PM's prize 'pinnacle' for Dunedin Study

Staff (from left) Karen Tustin, Moana Theodore, Sandhya Ramrahka, David Ireland (in back row...
Staff (from left) Karen Tustin, Moana Theodore, Sandhya Ramrahka, David Ireland (in back row holding sign), Prof Richie Poulton, Vanessa Hayes (holding sign in back row), Jane Carroll, Jen Knox, Sean Hogan (back row, arm raised) and Jenny McArthur celebrate winning the Prime Minister's Science Prize. Photo supplied.
The University of Otago's internationally recognised Dunedin Study has won the Prime Minister's Science Prize, in what Otago researchers have hailed as a ''pinnacle'' achievement.

Study leader Prof Richie Poulton was ''over the moon'' with the $500,000 prize, which was presented to him and fellow researchers from the Dunedin Multidisciplinary Health and Development Study in Wellington yesterday.

The prize amounted to a ''watershed'' moment for the study and recognised ''the efforts of so many people, over so many years'', he said.

Perhaps, most importantly, it ''recognises the generosity and commitment of the study members themselves''.

Prof Poulton (54) and fellow researchers were ''very proud, and humbled'' to gain the prize, which he regarded as the pinnacle of achievement for a New Zealand research group.

The prize went to Prof Poulton and key team members Terrie Moffitt, Murray Thomson, Jonathan Broadbent, Avshalom Caspi, Bob Hancox, Malcolm Sears, Nigel Dickson, Jennie Connor and Joanne Baxter.

Prof Poulton said the research provided the most detailed data on human development ever amassed and it was arguably the pre-eminent study of its type in the world.

Hundreds of international studies with significant societal impact have come from assessments of a cohort of 1037 children born at Queen Mary Maternity Hospital, Dunedin, in 1972-73. There are still 961 study members participating, representing 95% of those still alive.

Award organisers said the prize had gone to a research team that attracted millions of dollars of overseas funding annually and had influenced health and social policies internationally.

The prize money ''could not come at a better time'' because several new assessments for age 45 were being provided, in a 20-22-month-long process that would begin early next month, Prof Poulton said.

The funding would allow researchers to buy new, sophisticated equipment for measurement of hearing and vision.

The next phase in the assessment would involve several new components, ''including neuro- imaging, hearing, vision, kidney function, musculoskeletal function, as well as everything we have done in the past - everything that is age appropriate, where there is wear and tear on our study members' bodies''.

Otago University also won the supreme prize at the Prime Minister's science awards in 2014 and, with Niwa scientists, in 2011.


Leave out the pictures and output the data verbatim.
** Record extracts follows **
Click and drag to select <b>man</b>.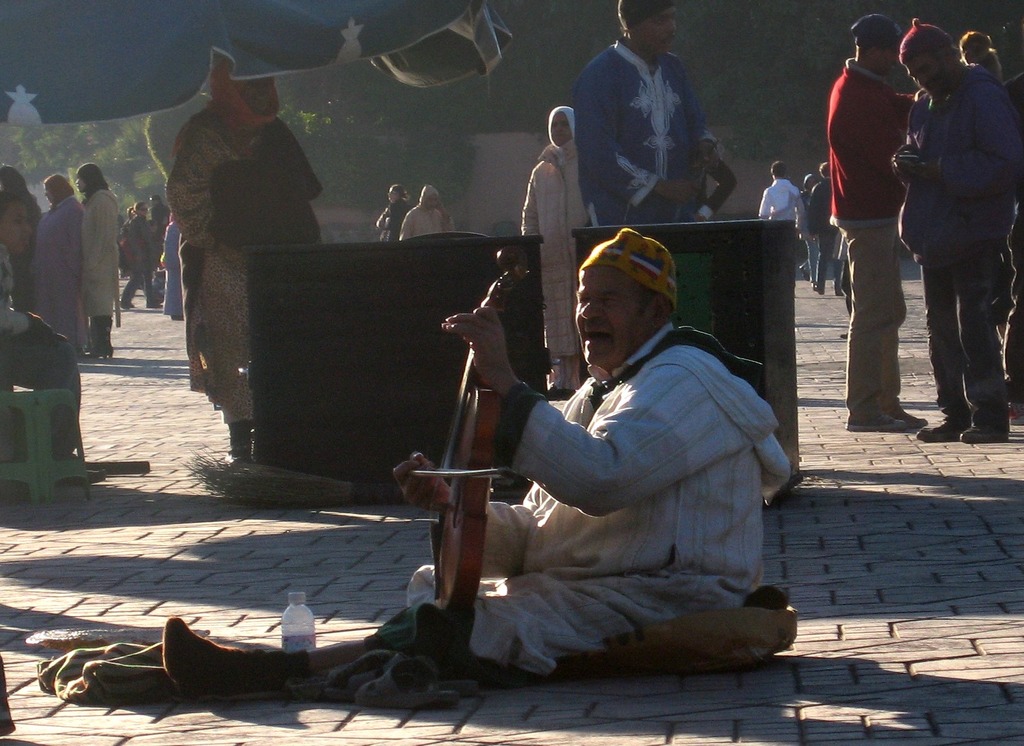
Selection: bbox=[121, 199, 173, 307].
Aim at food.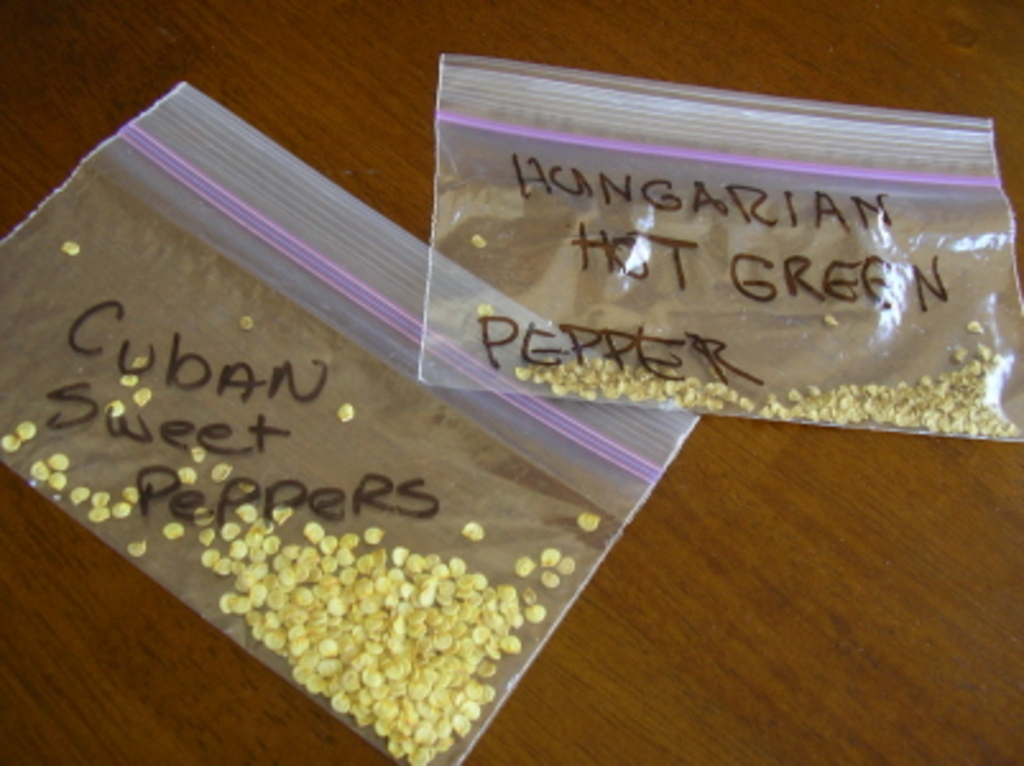
Aimed at [133,386,146,401].
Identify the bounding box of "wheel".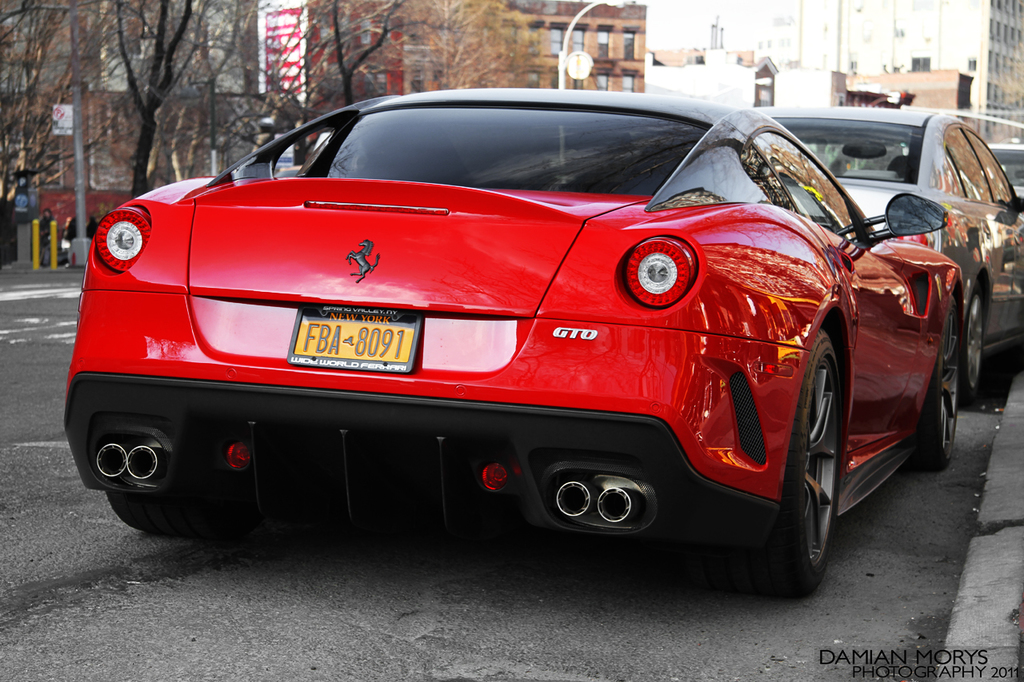
detection(902, 299, 958, 472).
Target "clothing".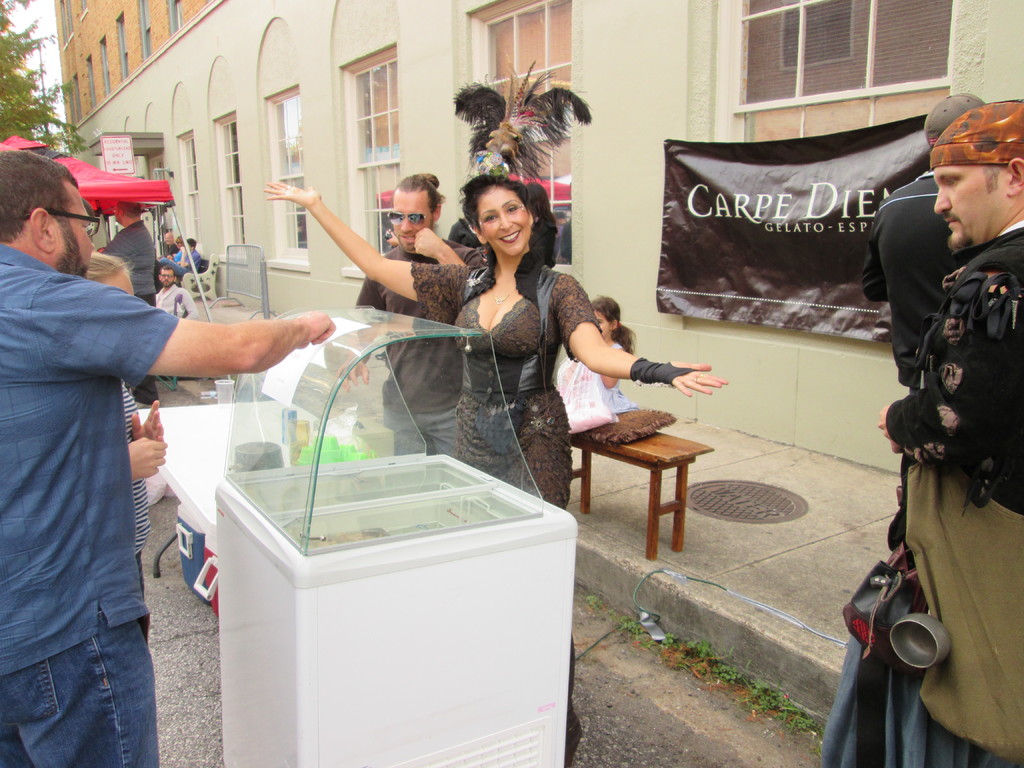
Target region: 163/243/177/258.
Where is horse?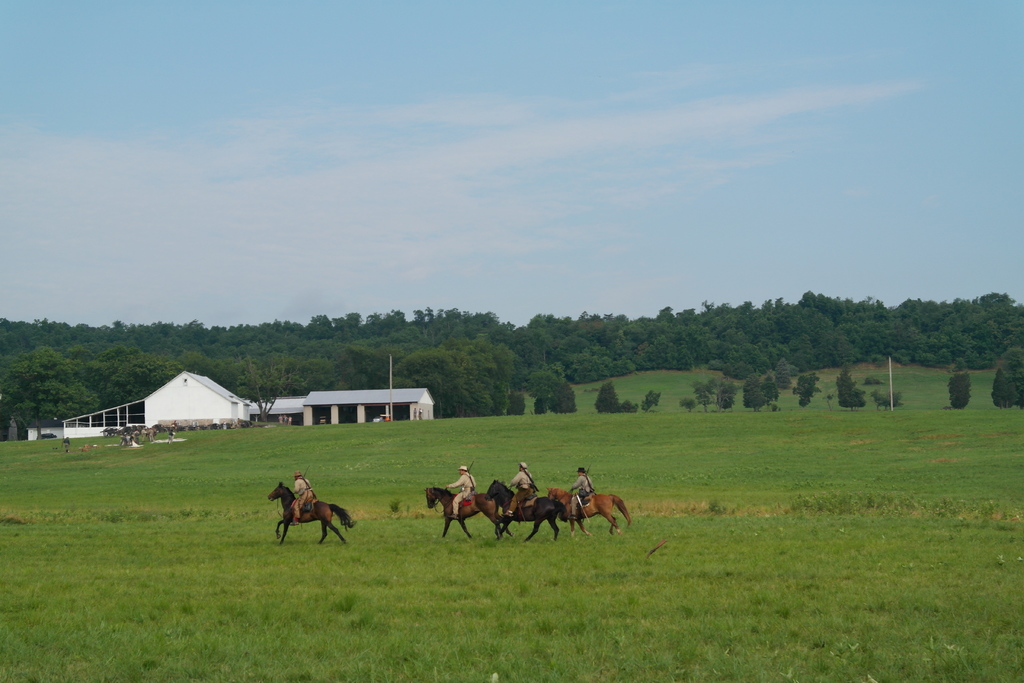
[x1=270, y1=483, x2=356, y2=544].
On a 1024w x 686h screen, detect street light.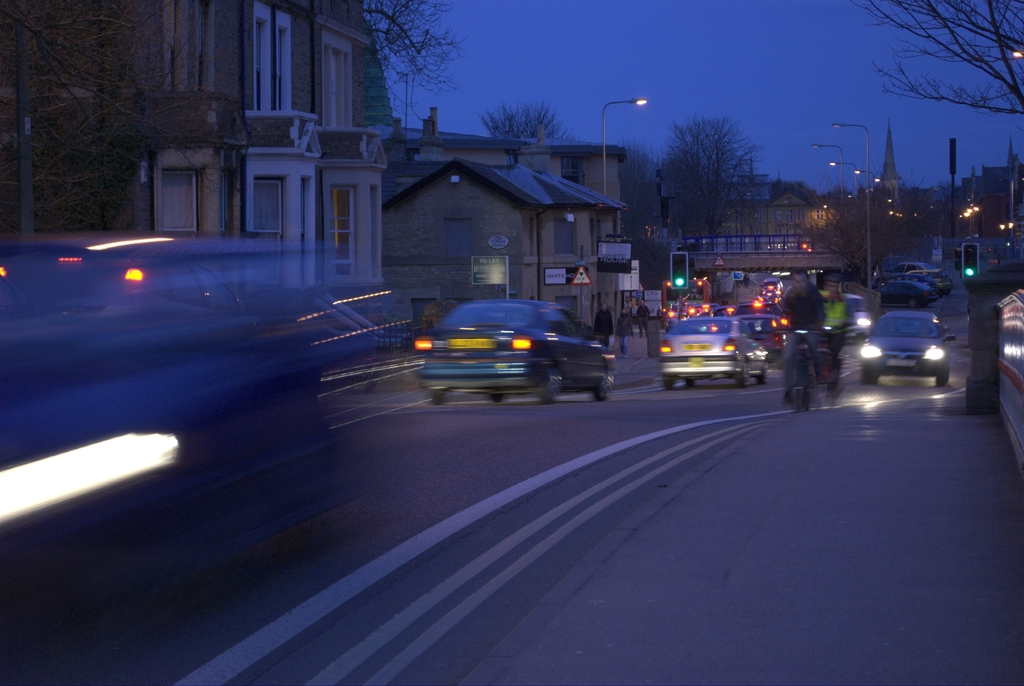
1008/221/1013/262.
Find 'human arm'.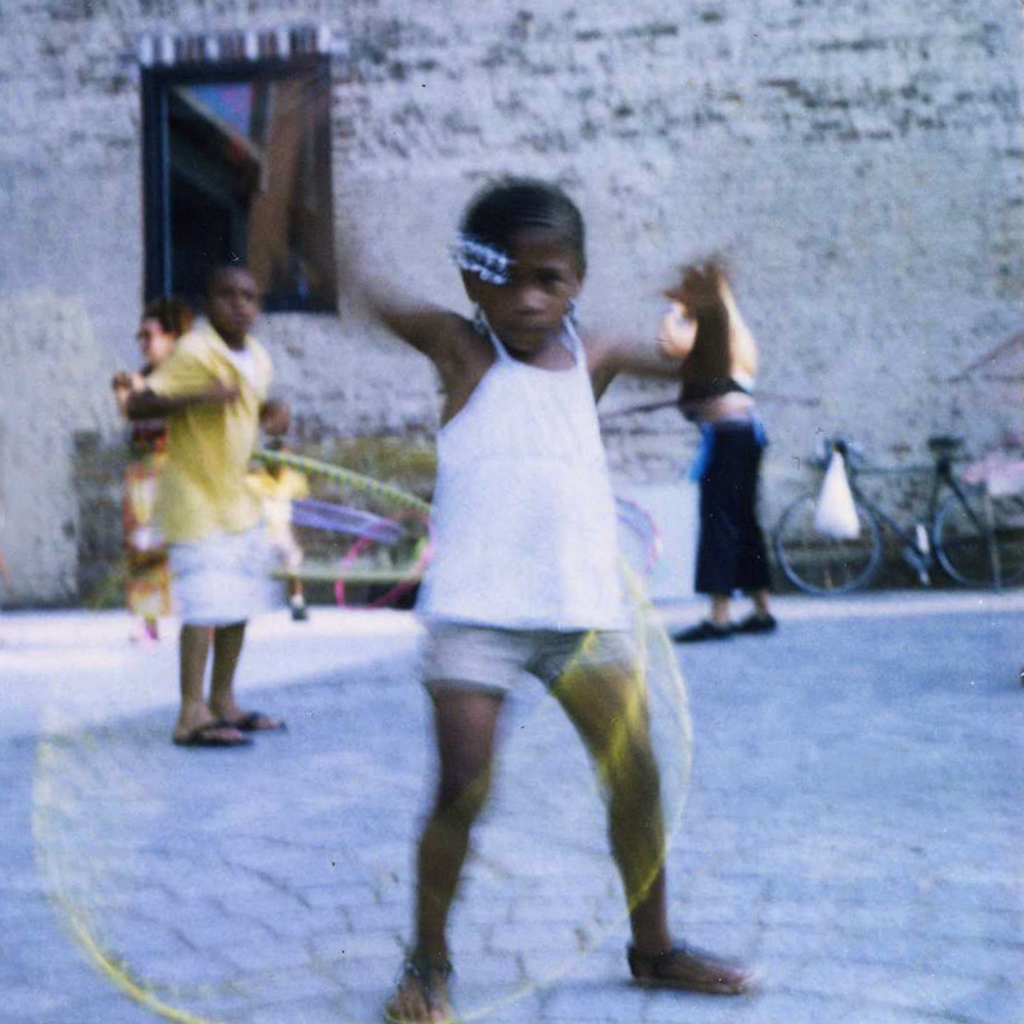
{"x1": 389, "y1": 270, "x2": 478, "y2": 357}.
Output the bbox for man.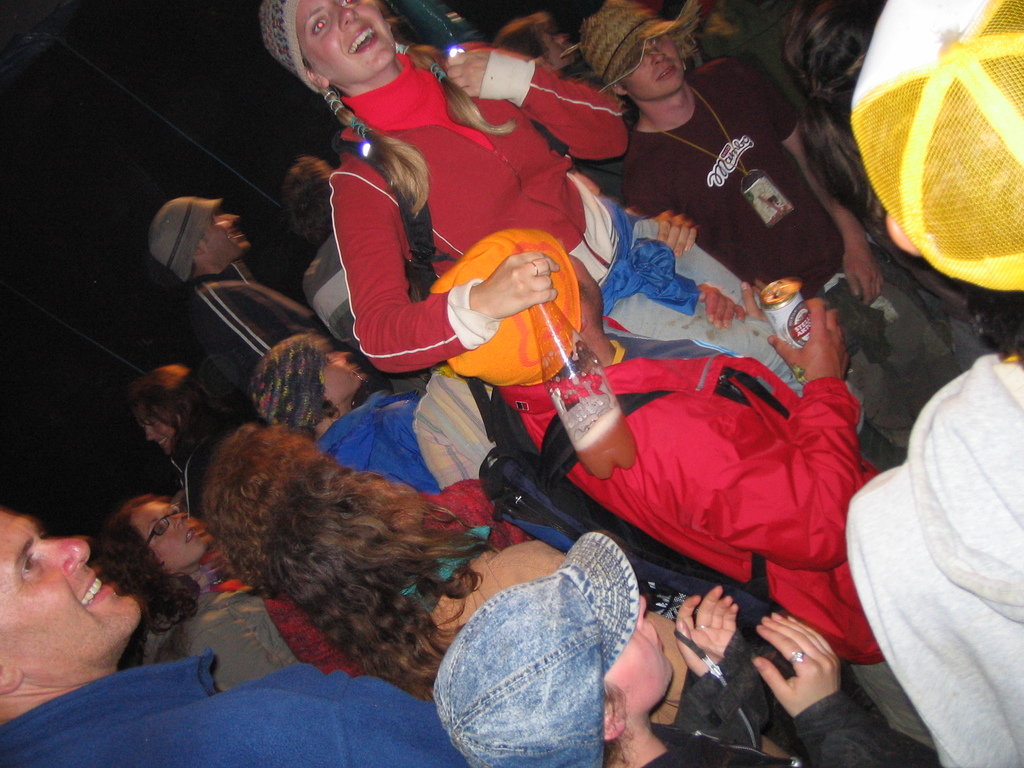
[x1=144, y1=195, x2=342, y2=405].
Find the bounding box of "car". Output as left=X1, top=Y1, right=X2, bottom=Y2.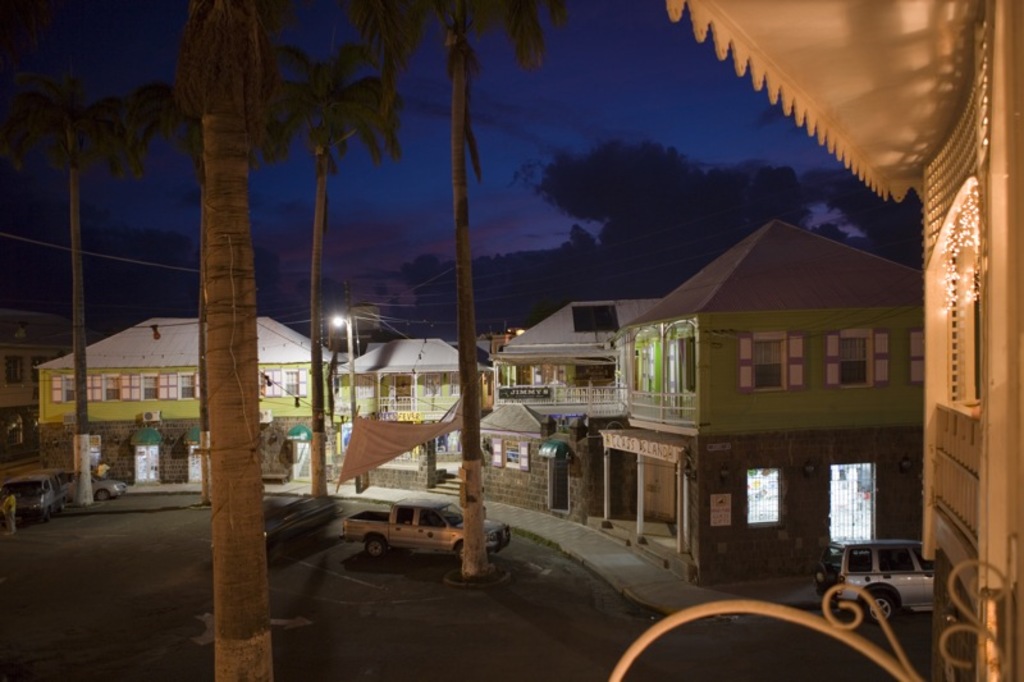
left=815, top=541, right=943, bottom=630.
** End of Record extracts **
Task result ->
Click and drag to select <b>man</b>.
Selection: bbox=[121, 199, 173, 307].
Aim at food.
Aimed at [133,386,146,401].
Identify the bounding box of "wheel".
detection(902, 299, 958, 472).
Target "clothing".
Target region: 163/243/177/258.
Where is horse?
[x1=270, y1=483, x2=356, y2=544].
On a 1024w x 686h screen, detect street light.
1008/221/1013/262.
Find 'human arm'.
{"x1": 389, "y1": 270, "x2": 478, "y2": 357}.
Output the bbox for man.
[x1=144, y1=195, x2=342, y2=405].
Find the bounding box of "car". Output as left=X1, top=Y1, right=X2, bottom=Y2.
left=815, top=541, right=943, bottom=630.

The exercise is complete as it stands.